Mary Ann
When I was a little girl, I was not allowed to go to the community pool in the summer or participate in other activities where large groups gathered. My mother was scared that I would contract Polio. The fear was a nightmare at the time for our parents – death and withered limbs loomed large for them. Then Salk and later Sabin developed vaccines that eventually eradicated polio from the United States and for the most part, the world.
I can remember going to the local high school gym for a shot. The lines were long and both adults and children got the shots. For most parents, they could at last exhale. A few years later, we lined up again for a sugar cube that Sabin developed – so much better than a needle.
Time passed and hardly anyone spoke of polio again. We grew up and had children. Our children and later grandchildren got a whole host of vaccinations. They didn’t have to endure measles, mumps, or rubella and on and on. I sat in a dark room when I had measles to protect my eyes – it may have been a wives’ tales, but my mother was not taking any chances. There was a girl in my hometown who lost her hearing at the age of two from measles. There was danger.
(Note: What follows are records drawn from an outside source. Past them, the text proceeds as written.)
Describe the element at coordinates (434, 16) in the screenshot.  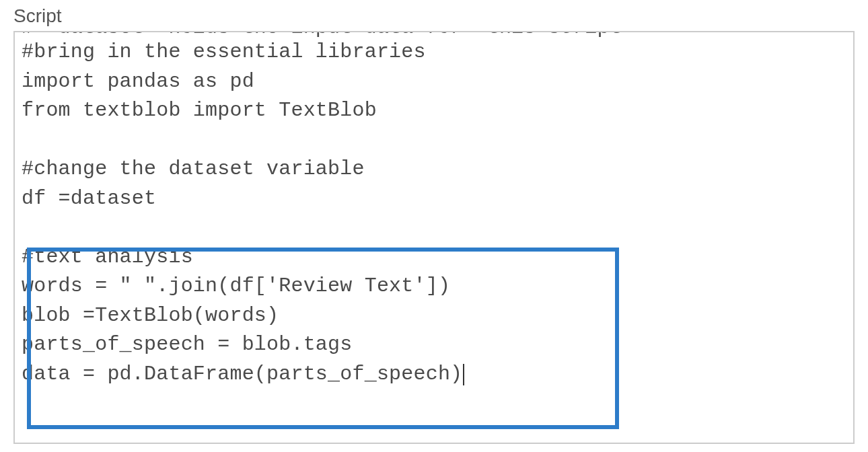
I see `section-label: Script` at that location.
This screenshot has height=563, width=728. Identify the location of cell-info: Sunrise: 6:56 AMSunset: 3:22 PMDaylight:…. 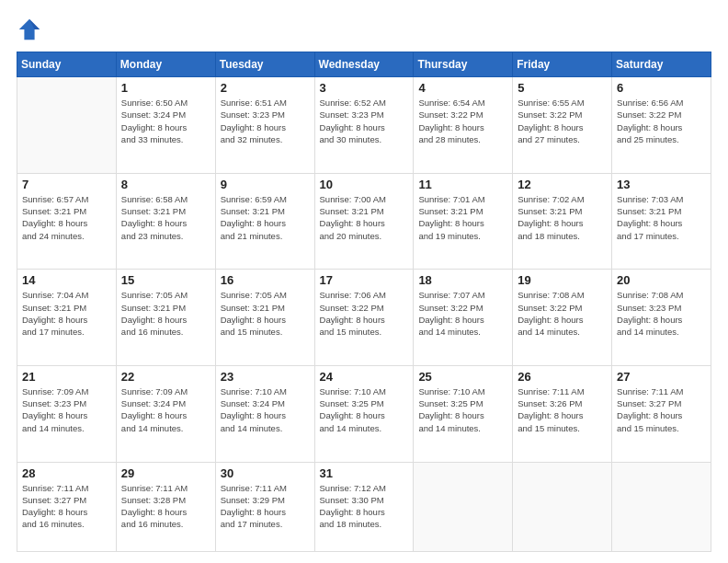
(662, 121).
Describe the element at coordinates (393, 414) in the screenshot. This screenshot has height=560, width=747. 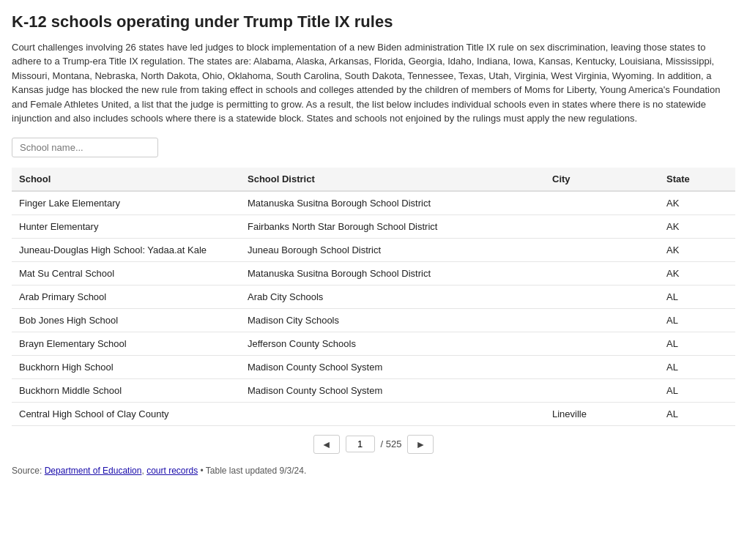
I see `cell-district` at that location.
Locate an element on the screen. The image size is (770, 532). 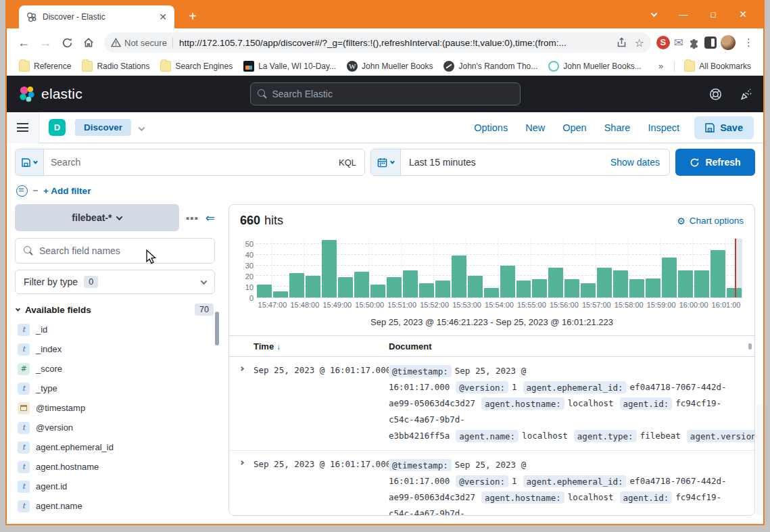
elastic-logo: elastic is located at coordinates (50, 95).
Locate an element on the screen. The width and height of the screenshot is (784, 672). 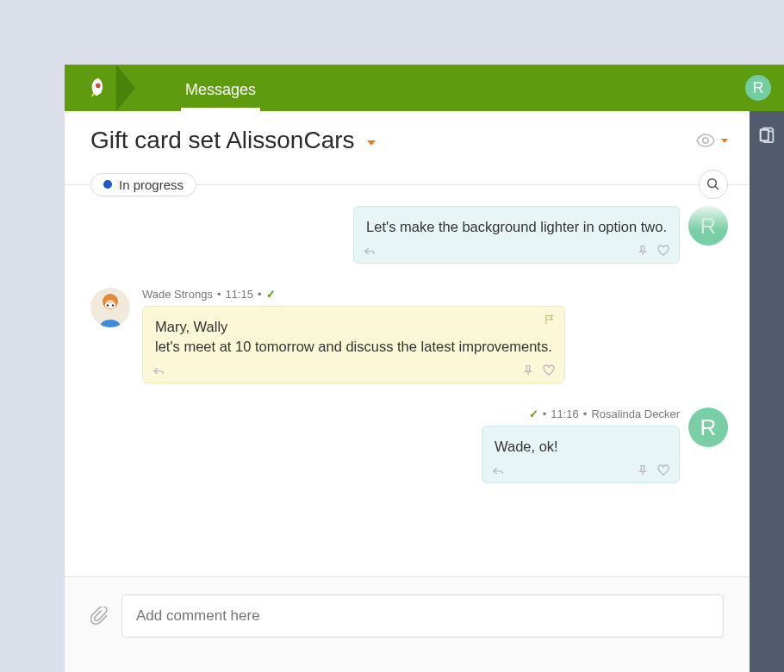
title-row: Gift card set AlissonCars is located at coordinates (407, 137).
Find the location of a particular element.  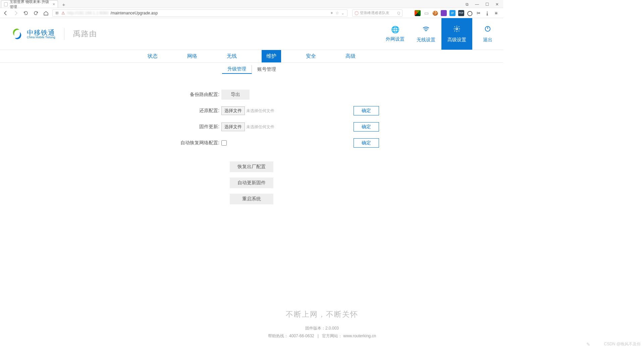

back-button is located at coordinates (6, 13).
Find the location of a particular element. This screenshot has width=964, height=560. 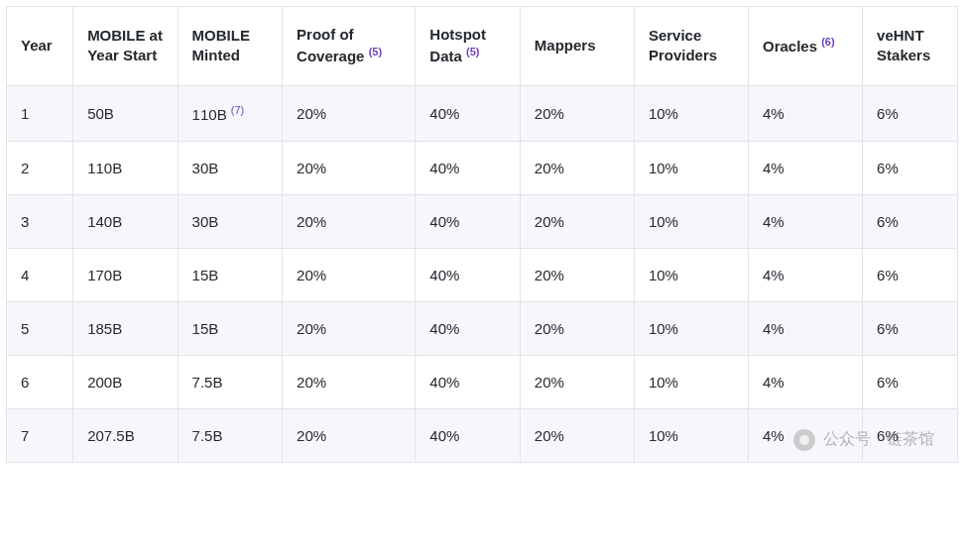

table-row: 5185B15B20%40%20%10%4%6% is located at coordinates (482, 328).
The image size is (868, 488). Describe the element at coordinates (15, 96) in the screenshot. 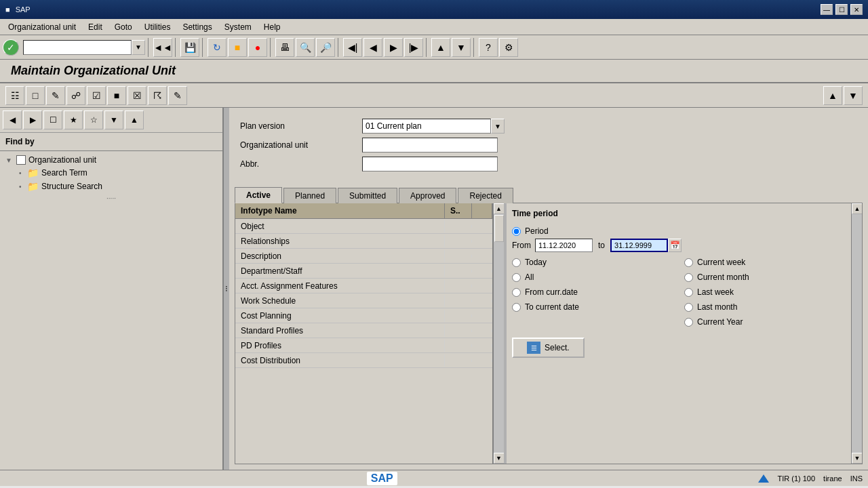

I see `hierarchy-icon: ☷` at that location.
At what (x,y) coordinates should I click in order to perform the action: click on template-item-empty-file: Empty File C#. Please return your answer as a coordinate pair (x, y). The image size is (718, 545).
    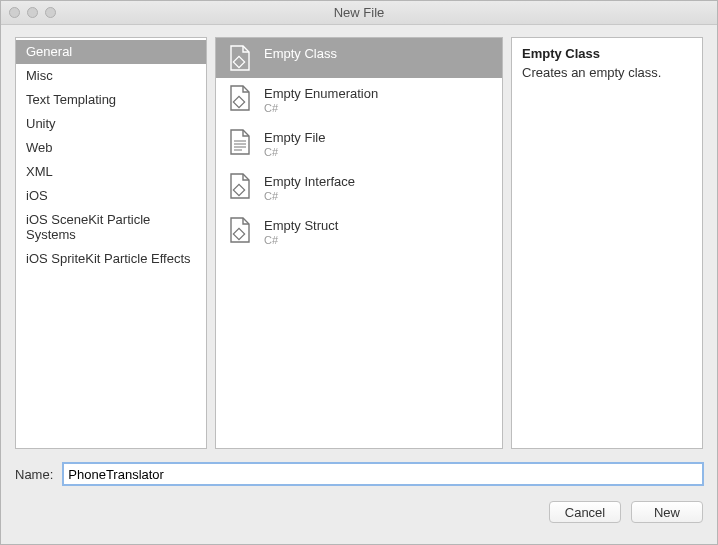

Then we became senior citizens and suddenly we have a whole new set of shots, our baby shots. There is the annual Flu and Covid shots, RSV, Shingles, Pneumonia, Hep A Hep B, and you still need Tdap (Tetanus, Diphtheria, Pertussis) every ten years. If you travel, you may need Yellow Fever, Typhoid, Cholera, and so on. On a trip to Africa, I had to get another Polio shot – they had had a recent outbreak. At times, you feel like a human pin cushion.
However, regardless of how uncomfortable the vaccinations may be, the alternative of getting the disease and possibly dying from it, is far worse. With each shot, I can see my mother smiling at me for protecting myself with the new baby shots, just as she once protected me from polio. I am thankful for these life-saving shots. They can make all the difference in my old age.